'''
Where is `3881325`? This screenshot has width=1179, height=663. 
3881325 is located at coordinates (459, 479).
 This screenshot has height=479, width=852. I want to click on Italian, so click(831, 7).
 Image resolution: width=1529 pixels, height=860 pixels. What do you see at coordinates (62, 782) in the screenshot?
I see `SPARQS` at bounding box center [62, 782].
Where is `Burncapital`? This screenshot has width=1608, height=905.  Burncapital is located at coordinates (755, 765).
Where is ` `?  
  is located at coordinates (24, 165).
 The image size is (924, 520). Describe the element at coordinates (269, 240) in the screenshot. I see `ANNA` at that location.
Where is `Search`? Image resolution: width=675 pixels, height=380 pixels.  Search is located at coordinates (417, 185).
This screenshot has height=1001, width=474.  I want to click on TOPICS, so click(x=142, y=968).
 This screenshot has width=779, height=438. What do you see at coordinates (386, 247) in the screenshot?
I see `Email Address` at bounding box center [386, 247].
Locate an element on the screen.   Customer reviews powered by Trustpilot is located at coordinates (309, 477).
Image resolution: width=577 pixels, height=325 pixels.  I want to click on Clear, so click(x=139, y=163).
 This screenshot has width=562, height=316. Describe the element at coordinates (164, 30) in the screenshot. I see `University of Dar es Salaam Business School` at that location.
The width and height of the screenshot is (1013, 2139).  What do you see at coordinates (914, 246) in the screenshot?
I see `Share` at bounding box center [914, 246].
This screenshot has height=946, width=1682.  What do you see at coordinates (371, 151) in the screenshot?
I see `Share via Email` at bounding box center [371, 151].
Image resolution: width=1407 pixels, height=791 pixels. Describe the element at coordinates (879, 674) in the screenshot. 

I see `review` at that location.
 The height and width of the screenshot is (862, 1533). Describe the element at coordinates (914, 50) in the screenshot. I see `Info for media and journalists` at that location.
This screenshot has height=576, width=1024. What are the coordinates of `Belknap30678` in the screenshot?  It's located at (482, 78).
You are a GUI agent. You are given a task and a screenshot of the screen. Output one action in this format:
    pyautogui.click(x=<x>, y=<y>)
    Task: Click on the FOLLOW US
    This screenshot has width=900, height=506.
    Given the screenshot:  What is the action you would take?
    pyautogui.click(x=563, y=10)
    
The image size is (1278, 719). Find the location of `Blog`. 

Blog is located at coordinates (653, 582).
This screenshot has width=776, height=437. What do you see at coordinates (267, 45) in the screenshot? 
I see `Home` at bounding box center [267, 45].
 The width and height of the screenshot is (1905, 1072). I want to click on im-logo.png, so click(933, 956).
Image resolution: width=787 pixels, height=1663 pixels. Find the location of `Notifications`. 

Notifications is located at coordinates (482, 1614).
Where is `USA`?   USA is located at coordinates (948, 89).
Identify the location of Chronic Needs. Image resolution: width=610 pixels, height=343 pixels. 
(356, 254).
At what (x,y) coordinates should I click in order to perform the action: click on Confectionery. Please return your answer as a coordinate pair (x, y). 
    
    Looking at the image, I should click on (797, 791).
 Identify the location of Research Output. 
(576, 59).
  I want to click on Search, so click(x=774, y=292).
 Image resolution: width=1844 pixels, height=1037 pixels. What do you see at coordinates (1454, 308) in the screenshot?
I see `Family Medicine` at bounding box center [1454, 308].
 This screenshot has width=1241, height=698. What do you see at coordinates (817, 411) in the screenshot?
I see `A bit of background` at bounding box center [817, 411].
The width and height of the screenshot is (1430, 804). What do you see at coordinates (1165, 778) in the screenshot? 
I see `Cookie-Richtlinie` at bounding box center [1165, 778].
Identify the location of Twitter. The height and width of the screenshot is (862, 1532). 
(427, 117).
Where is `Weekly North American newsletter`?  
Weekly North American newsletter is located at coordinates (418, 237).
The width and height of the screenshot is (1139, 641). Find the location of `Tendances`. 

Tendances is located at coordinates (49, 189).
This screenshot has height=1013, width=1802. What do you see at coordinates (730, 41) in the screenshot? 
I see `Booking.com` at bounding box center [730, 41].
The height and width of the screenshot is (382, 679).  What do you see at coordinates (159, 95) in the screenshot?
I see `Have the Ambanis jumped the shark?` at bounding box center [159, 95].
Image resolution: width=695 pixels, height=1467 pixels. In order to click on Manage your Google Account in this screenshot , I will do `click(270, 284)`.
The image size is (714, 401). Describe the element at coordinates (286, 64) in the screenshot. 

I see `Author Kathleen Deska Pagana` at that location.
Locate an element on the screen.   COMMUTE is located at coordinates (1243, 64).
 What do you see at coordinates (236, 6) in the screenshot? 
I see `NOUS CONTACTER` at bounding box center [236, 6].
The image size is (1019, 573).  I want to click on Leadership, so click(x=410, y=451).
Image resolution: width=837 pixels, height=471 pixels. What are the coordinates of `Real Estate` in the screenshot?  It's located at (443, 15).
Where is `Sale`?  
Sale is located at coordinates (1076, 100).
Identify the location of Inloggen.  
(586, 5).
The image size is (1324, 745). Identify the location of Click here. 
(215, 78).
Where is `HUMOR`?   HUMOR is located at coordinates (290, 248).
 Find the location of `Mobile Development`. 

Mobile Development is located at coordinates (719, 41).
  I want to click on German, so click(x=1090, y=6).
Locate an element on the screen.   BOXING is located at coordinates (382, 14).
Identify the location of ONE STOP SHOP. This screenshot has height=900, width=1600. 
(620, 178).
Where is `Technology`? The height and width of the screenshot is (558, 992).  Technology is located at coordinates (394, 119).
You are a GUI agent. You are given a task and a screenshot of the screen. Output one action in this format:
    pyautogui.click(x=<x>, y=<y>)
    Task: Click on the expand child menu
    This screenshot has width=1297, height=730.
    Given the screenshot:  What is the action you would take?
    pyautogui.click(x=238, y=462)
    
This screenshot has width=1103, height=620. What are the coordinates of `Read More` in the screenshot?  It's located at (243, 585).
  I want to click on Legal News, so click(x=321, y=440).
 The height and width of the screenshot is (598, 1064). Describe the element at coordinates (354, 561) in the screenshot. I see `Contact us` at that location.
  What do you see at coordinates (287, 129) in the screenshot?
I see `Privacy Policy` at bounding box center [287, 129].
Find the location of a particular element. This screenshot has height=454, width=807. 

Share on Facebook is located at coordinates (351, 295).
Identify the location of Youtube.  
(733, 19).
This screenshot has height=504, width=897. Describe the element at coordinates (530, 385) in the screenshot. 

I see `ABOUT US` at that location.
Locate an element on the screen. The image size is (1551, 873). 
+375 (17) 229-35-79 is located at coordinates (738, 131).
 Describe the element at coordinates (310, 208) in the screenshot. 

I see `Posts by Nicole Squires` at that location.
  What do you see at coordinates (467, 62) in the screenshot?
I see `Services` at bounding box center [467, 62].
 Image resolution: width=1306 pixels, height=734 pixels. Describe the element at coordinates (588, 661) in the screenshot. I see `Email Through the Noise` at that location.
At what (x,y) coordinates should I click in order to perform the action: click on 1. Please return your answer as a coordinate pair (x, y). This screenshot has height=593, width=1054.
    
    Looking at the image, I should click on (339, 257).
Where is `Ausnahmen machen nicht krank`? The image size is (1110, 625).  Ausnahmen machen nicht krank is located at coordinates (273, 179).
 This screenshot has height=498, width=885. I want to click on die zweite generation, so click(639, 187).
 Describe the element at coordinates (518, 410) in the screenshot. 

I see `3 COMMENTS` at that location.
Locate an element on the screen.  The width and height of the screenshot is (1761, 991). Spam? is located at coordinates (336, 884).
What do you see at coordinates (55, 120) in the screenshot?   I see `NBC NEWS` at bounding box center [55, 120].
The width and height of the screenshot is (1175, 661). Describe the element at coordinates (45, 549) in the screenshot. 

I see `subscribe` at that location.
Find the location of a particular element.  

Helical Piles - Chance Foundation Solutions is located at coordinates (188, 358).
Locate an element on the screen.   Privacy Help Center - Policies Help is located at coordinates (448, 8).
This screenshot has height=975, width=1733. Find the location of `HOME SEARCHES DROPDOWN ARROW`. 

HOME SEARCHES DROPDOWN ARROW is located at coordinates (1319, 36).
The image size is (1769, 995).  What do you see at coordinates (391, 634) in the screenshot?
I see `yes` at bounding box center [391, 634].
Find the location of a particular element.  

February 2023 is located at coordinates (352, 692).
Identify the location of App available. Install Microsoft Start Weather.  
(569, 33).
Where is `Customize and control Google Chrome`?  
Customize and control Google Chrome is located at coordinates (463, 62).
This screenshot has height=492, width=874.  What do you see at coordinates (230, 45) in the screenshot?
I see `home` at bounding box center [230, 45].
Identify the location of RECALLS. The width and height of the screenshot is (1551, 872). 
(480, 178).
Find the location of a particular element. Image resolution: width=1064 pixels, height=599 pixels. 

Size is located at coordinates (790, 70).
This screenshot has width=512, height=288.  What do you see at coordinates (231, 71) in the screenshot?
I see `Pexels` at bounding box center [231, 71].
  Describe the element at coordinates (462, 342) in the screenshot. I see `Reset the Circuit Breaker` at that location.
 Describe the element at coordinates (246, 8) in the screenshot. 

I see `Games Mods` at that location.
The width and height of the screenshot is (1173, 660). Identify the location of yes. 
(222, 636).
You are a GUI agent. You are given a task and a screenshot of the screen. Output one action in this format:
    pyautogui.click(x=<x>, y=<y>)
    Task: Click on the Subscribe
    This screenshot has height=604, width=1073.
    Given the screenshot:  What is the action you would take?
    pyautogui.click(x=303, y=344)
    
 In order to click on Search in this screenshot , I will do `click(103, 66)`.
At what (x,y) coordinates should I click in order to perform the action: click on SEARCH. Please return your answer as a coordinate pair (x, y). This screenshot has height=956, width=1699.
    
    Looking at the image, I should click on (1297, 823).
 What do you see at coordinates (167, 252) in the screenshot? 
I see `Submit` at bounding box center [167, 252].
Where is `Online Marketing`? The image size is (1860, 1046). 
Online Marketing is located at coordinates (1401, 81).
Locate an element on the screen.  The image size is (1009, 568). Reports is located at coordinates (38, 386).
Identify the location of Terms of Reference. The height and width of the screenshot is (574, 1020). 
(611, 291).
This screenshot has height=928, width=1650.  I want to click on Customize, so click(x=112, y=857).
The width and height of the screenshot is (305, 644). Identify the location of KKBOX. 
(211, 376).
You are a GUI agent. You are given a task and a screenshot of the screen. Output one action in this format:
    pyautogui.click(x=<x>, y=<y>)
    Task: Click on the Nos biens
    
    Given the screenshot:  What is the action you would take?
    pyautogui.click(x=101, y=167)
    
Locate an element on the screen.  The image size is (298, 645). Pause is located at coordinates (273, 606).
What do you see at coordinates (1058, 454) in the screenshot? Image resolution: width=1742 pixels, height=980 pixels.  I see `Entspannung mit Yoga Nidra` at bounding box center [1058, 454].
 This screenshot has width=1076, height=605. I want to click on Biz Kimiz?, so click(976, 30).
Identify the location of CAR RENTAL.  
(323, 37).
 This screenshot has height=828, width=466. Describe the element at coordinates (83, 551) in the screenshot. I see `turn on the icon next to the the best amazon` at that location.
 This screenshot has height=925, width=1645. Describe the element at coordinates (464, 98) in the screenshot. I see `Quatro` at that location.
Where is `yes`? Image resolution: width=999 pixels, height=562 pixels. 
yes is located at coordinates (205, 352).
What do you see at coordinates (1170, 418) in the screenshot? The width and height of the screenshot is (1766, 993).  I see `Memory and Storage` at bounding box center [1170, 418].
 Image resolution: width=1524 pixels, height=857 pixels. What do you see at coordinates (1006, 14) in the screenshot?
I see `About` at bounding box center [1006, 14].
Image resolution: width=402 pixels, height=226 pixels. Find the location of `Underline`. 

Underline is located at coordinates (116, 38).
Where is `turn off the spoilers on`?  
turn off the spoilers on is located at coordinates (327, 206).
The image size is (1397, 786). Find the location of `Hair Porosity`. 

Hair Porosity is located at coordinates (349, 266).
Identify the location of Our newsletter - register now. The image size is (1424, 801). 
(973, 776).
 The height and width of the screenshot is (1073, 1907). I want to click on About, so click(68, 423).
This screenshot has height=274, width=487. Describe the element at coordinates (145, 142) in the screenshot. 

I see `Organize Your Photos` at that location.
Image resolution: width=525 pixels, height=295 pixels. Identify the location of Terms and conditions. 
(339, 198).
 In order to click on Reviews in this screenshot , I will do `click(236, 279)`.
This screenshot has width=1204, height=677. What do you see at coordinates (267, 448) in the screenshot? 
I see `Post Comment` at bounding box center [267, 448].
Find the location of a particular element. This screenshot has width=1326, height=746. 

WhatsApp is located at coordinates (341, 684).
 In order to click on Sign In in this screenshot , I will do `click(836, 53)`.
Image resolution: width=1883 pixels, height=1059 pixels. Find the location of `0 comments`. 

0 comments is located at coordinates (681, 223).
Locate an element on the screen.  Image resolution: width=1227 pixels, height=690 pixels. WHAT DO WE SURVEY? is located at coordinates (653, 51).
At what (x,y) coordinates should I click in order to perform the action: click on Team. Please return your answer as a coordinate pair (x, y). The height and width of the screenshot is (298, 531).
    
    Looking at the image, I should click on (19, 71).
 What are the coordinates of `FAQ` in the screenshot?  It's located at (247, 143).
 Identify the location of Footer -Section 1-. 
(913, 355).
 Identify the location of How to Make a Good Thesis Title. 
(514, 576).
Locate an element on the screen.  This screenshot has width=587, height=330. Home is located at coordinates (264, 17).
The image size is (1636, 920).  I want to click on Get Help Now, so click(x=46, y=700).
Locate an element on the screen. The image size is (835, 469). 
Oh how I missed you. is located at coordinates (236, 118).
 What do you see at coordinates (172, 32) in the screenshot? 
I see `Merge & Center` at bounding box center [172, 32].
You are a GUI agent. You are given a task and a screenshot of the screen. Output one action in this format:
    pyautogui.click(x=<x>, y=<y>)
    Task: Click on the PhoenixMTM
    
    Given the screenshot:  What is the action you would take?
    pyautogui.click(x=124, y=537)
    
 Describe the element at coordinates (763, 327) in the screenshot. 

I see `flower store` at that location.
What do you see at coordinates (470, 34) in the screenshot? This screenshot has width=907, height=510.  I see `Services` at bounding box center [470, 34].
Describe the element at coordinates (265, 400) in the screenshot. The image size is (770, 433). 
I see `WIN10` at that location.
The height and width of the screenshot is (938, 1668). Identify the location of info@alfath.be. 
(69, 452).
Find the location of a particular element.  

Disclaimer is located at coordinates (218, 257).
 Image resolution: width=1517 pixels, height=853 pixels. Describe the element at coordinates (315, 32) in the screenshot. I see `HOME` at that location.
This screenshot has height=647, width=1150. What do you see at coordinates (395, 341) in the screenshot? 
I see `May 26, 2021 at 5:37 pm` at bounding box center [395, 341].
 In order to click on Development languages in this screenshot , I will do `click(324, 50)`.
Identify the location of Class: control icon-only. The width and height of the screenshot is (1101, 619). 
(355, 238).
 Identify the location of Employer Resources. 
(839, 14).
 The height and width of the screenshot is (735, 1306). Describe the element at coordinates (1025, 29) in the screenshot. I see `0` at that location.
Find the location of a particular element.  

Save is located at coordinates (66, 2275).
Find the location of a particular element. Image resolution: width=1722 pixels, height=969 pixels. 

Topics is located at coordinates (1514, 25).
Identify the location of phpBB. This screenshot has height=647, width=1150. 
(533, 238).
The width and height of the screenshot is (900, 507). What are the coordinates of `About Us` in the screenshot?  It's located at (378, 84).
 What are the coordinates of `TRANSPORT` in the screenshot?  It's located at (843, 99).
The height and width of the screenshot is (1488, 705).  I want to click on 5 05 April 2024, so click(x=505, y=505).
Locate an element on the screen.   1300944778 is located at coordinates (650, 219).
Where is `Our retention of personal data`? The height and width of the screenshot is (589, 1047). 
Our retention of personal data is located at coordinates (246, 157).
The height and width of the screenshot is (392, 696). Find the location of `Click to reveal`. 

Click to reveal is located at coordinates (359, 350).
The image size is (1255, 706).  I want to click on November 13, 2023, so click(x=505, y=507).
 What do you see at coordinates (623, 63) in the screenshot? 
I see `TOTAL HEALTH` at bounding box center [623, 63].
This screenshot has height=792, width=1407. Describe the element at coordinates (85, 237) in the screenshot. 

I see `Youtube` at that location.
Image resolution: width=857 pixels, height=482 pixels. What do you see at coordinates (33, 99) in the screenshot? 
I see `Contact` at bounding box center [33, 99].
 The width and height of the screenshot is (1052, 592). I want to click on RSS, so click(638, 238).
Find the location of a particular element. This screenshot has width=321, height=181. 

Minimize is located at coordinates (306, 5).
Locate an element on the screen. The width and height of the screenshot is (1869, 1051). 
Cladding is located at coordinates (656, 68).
'''
From the line with "is (589, 1047)." to the end of the listing above, set down every line exactly as it appears, both ends included.

TASK SOLUTION
Where is `Our retention of personal data`? The height and width of the screenshot is (589, 1047). 
Our retention of personal data is located at coordinates (246, 157).
The height and width of the screenshot is (392, 696). Find the location of `Click to reveal`. 

Click to reveal is located at coordinates (359, 350).
The image size is (1255, 706).  I want to click on November 13, 2023, so click(x=505, y=507).
 What do you see at coordinates (623, 63) in the screenshot? 
I see `TOTAL HEALTH` at bounding box center [623, 63].
This screenshot has height=792, width=1407. Describe the element at coordinates (85, 237) in the screenshot. 

I see `Youtube` at that location.
Image resolution: width=857 pixels, height=482 pixels. What do you see at coordinates (33, 99) in the screenshot? 
I see `Contact` at bounding box center [33, 99].
 The width and height of the screenshot is (1052, 592). I want to click on RSS, so click(638, 238).
Find the location of a particular element. This screenshot has width=321, height=181. 

Minimize is located at coordinates (306, 5).
Locate an element on the screen. The width and height of the screenshot is (1869, 1051). 
Cladding is located at coordinates (656, 68).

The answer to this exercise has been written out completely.